I had worked with Rails in 2006, then taken a break from it, then came back to it. I just worked on a very big Rails project in 2011. One thing that surprised me was how little code I had to write. All of the functionality that we needed was in a gem, and we only had to write a few lines of code to customize the operation of each gem. Need to integrate events with a map? There is a gem for that. Need to add slugs to all articles and have them become the id that appears in the URL? There is for a gem for that. I would write maybe 10 or 20 lines of code for each gem, telling it how to interact with our application.

To be productive at Rails, you have to know what gems are out there. You need to keep up with the gems, because they really are central to the productivity boost you can get from Rails. There is a gem for almost any bit of functionality you need, you only have to know which gems are good. If you find yourself writing large amounts of custom code in Rails, then either you are truly tackling a novel problem that no one has ever dealt with before, or you are simply unaware of the gem that you should be using.

Your comments comparing Rails and Drupal surprises me. I feel like you are writing without realizing how Rails development is done.




> Your comments comparing Rails and Drupal surprises me. I feel like you are writing without realizing how Rails development is done.

First, no offense taken.

Next, I do have a fair amount of experience developing in Rails (it's my go-to hobby framework and I MUCH prefer developing in it to Drupal as I thought I imparted in my original comment) and yes, there are gems that get you most of the way there with some of the tasks I described, but our site builders (read: non-developers) are unfamiliar with the command line, could not generally install gems without intervention from developers and, if necessary, could not extend them without developer intervention. That is what I'm trying to describe.

With Drupal, people who interact only with a web browser can install rich components from a library of modules developed by others with integration with the Content Types (basically the equivalent of Rails Models in Drupal) with zero development.

Looking back at my original comment, arguably my time estimates for development were exaggerated to some extent and could be shortened with the use of gems, but the fact remains there is, at current, no way for users, through only a web browser, to enable that kind of rich functionality in Rails. That was the point I was trying to get across.

You don't have to write much code but you still have to write code. This makes it a non-starter for a particular class of user.


"To be productive at Rails, you have to know what gems are out there. You need to keep up with the gems, because they really are central to the productivity boost you can get from Rails. There is a gem for almost any bit of functionality you need, you only have to know which gems are good. If you find yourself writing large amounts of custom code in Rails, then either you are truly tackling a novel problem that no one has ever dealt with before, or you are simply unaware of the gem that you should be using."

This made me smile:

:%s/Rails/Drupal/g

:%s/gem/module/g

"To be productive at Drupal, you have to know what modules are out there. You need to keep up with the modules, because they really are central to the productivity boost you can get from Drupal. There is a module for almost any bit of functionality you need, you only have to know which modules are good. If you find yourself writing large amounts of custom code in Drupal, then either you are truly tackling a novel problem that no one has ever dealt with before, or you are simply unaware of the module that you should be using."

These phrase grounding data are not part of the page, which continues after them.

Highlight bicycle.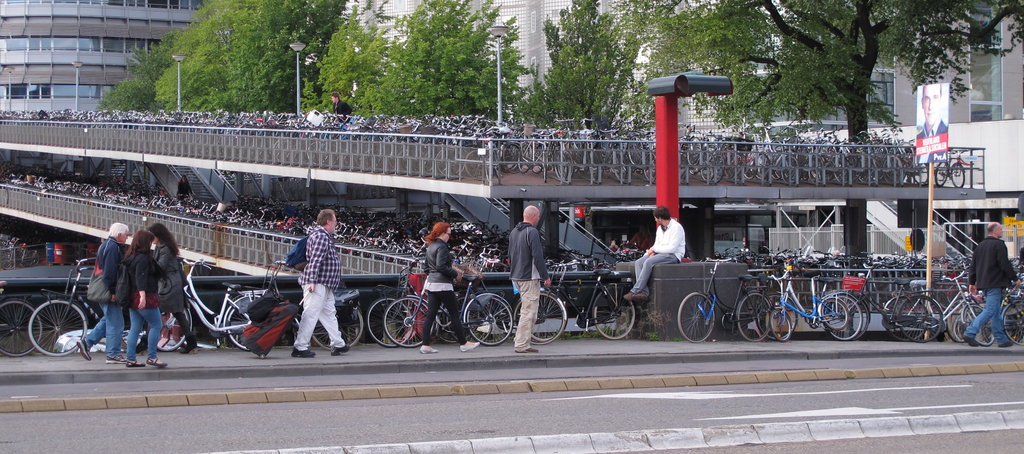
Highlighted region: box(770, 251, 879, 328).
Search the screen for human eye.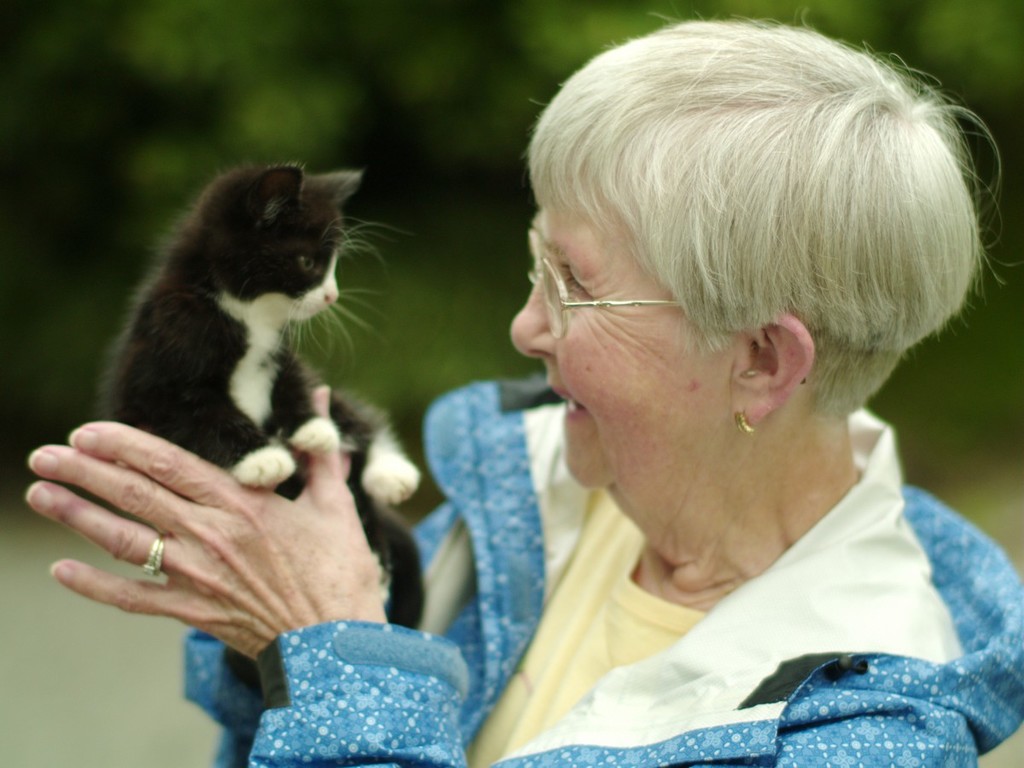
Found at 558,262,596,300.
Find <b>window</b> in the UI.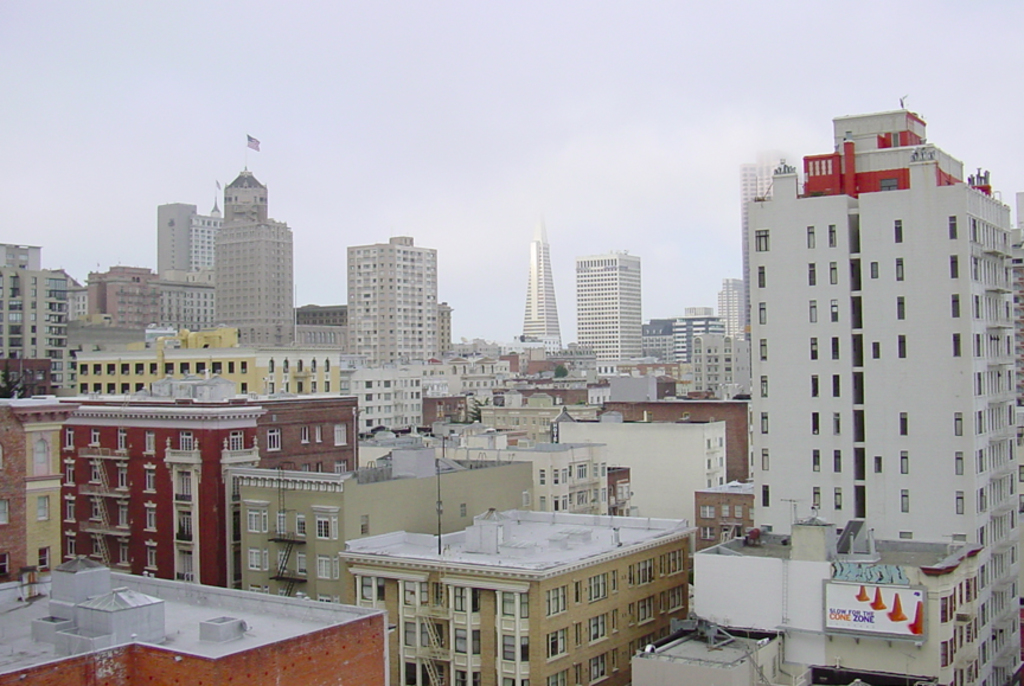
UI element at [121, 543, 127, 562].
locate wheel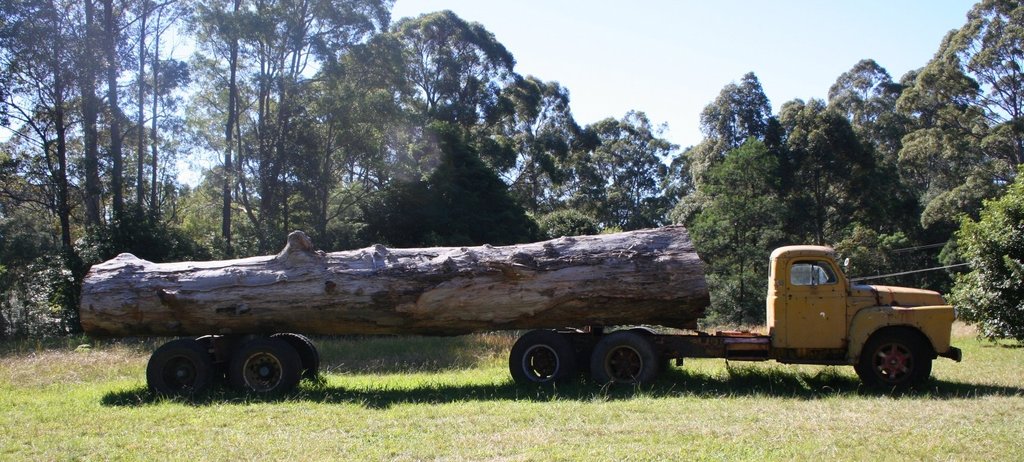
box=[588, 330, 656, 396]
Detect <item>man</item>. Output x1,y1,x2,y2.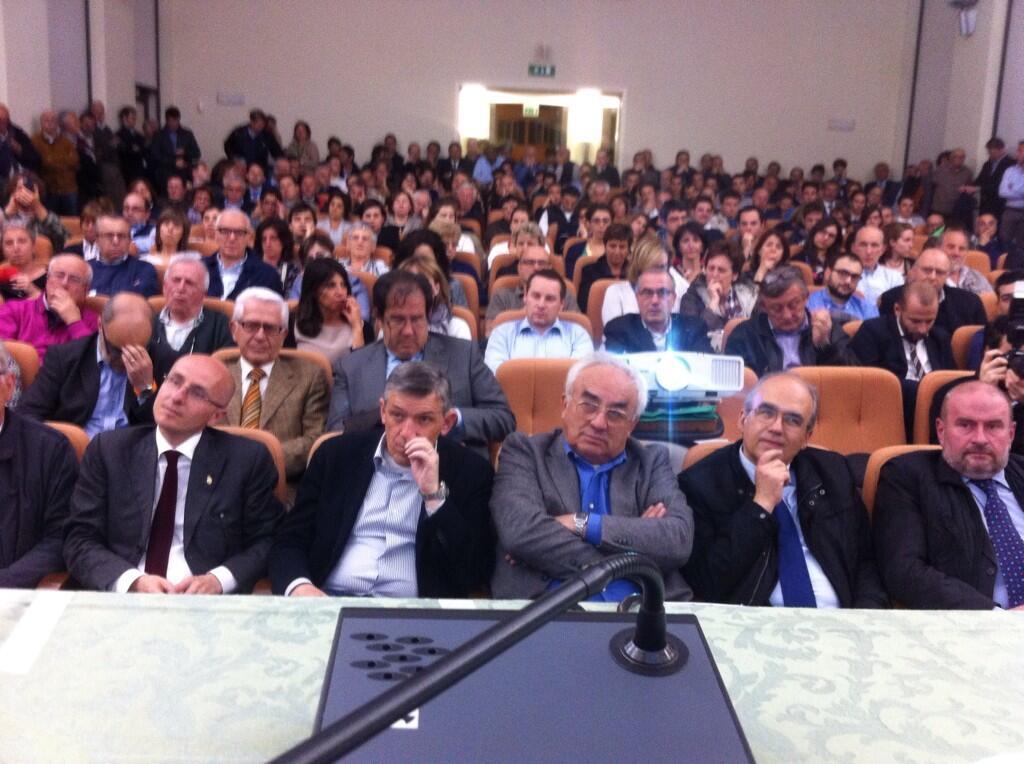
205,282,332,502.
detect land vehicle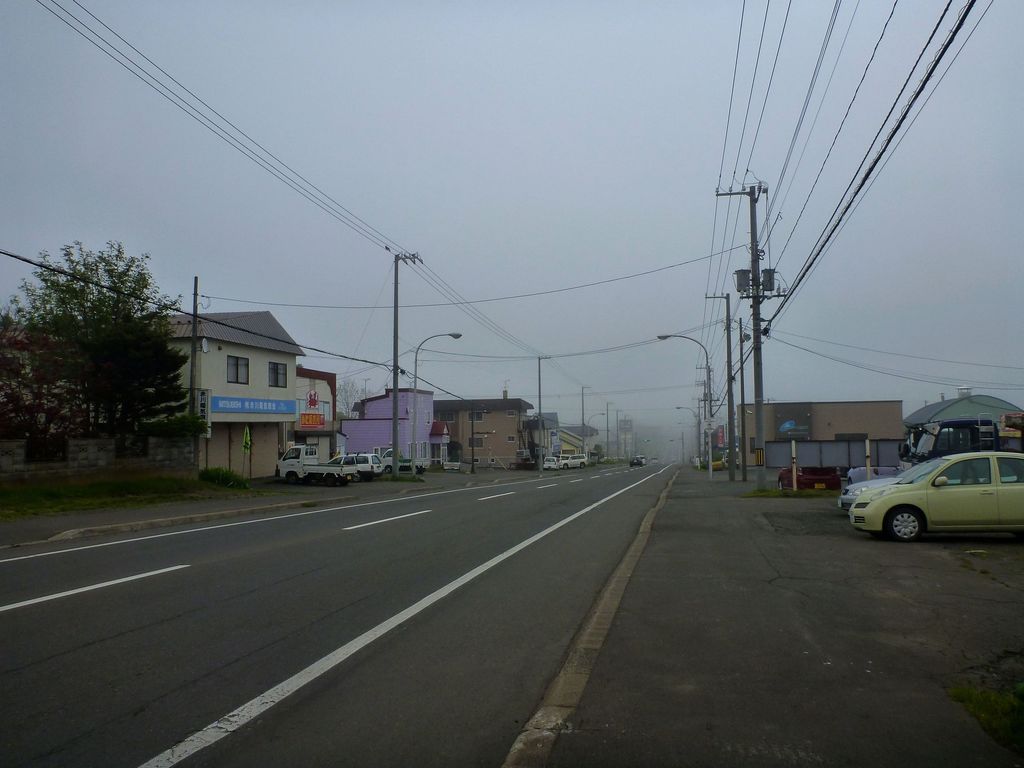
box(378, 447, 430, 474)
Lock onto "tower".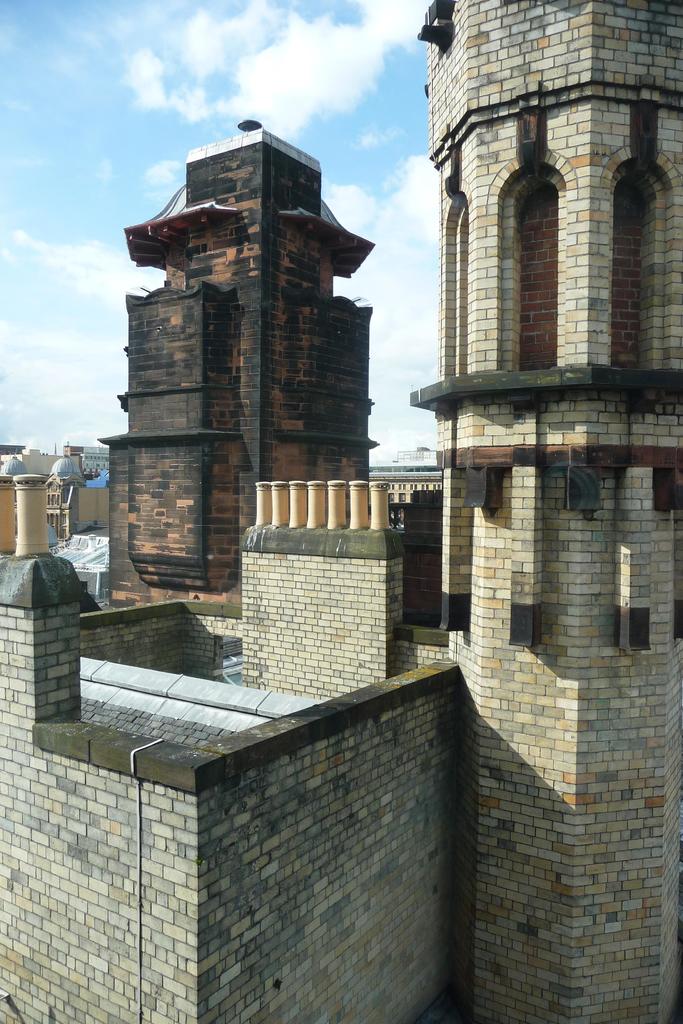
Locked: bbox=[423, 0, 682, 1023].
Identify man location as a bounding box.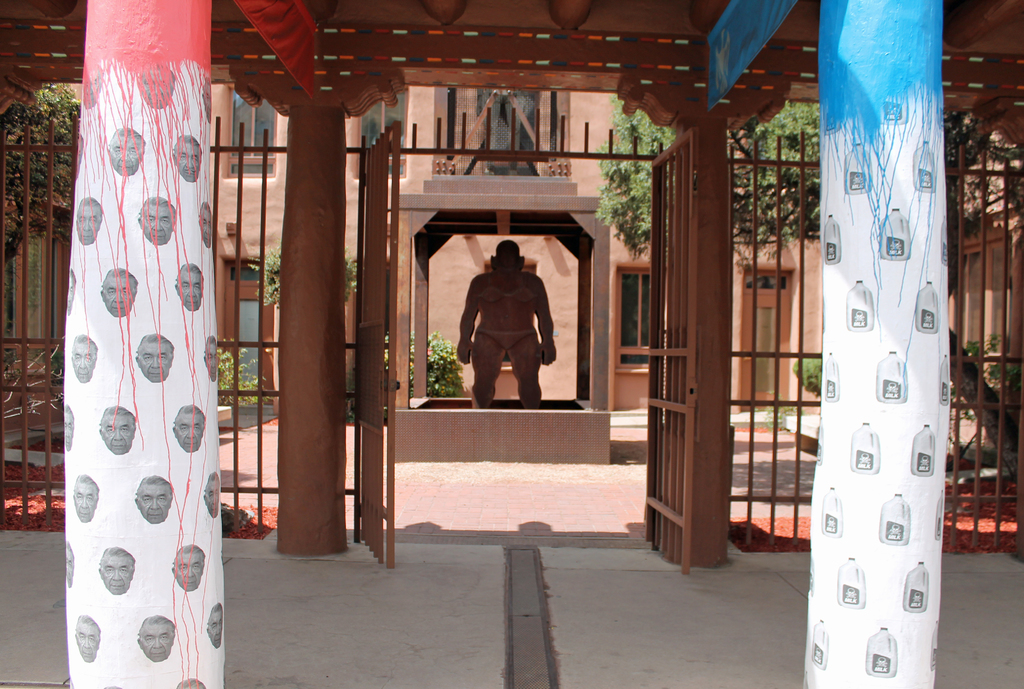
Rect(205, 605, 225, 651).
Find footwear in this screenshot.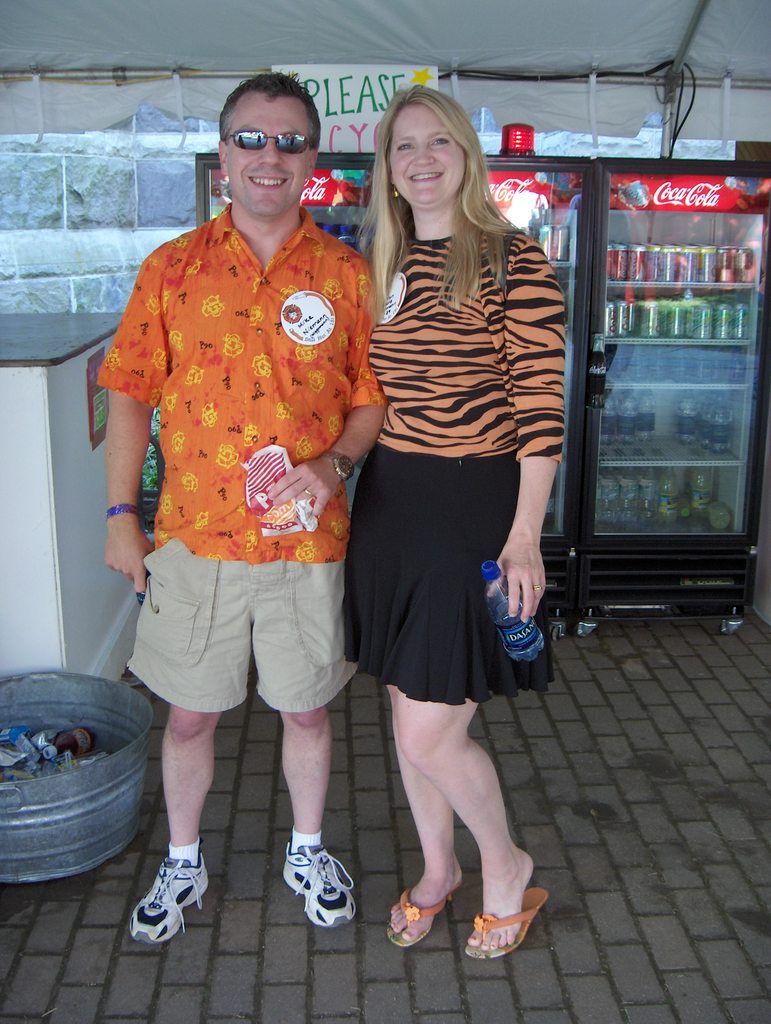
The bounding box for footwear is Rect(121, 844, 201, 943).
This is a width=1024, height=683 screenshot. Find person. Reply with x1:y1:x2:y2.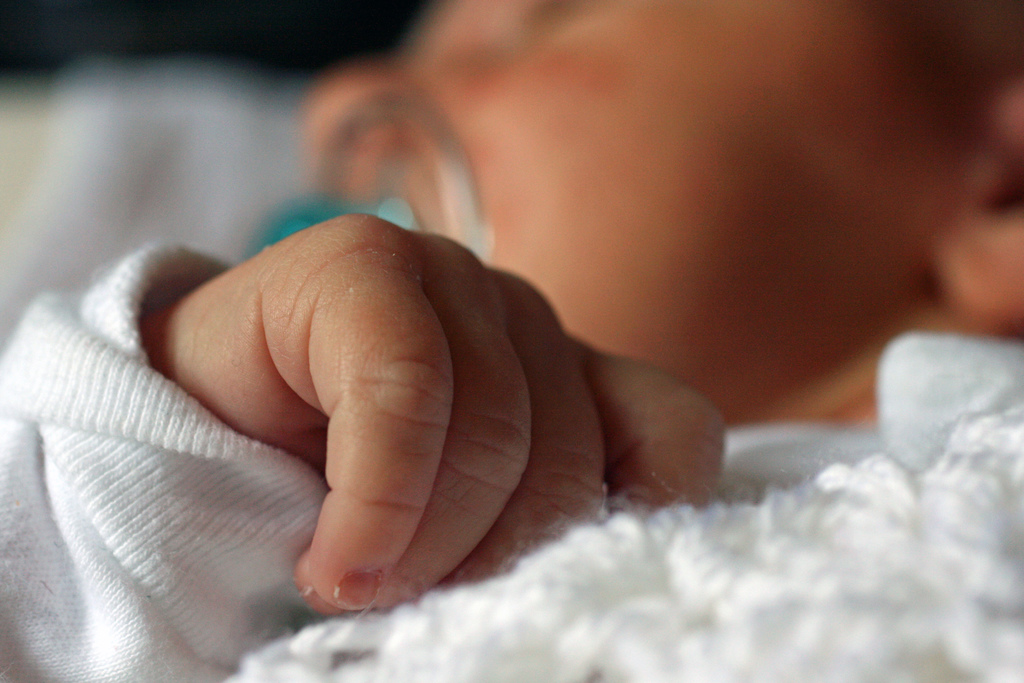
0:0:1023:682.
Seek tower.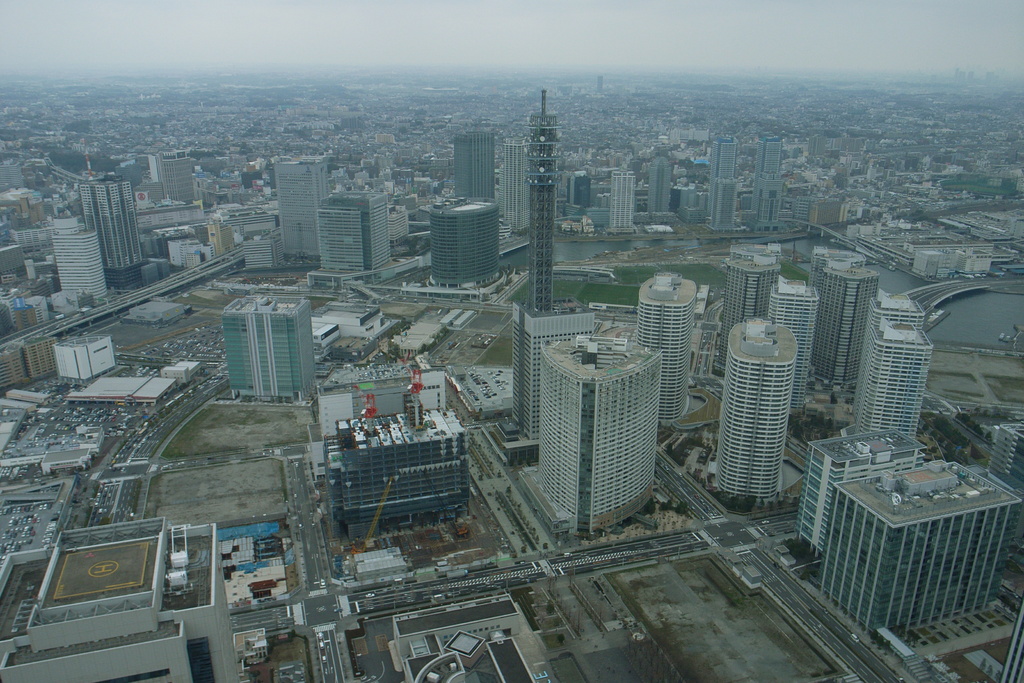
[81,174,148,292].
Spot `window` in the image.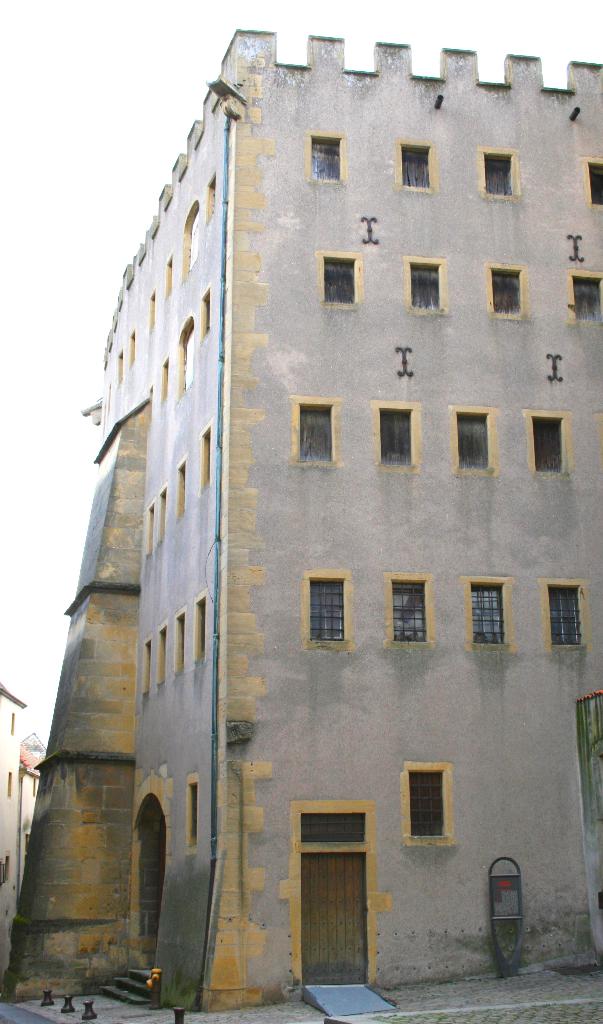
`window` found at bbox=[492, 266, 520, 308].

  > If you find yourself writing large amounts of custom 
  > code in Rails, then either you are truly tackling a 
  > novel problem that no one has ever dealt with before,
  > or you are simply unaware of the gem that you should
  > be using.
Sounds like Perl - or any other mature language, though I have never seen one with that many libraries for anything I could think about.

The language that has the libraries I need is always the one I end up using.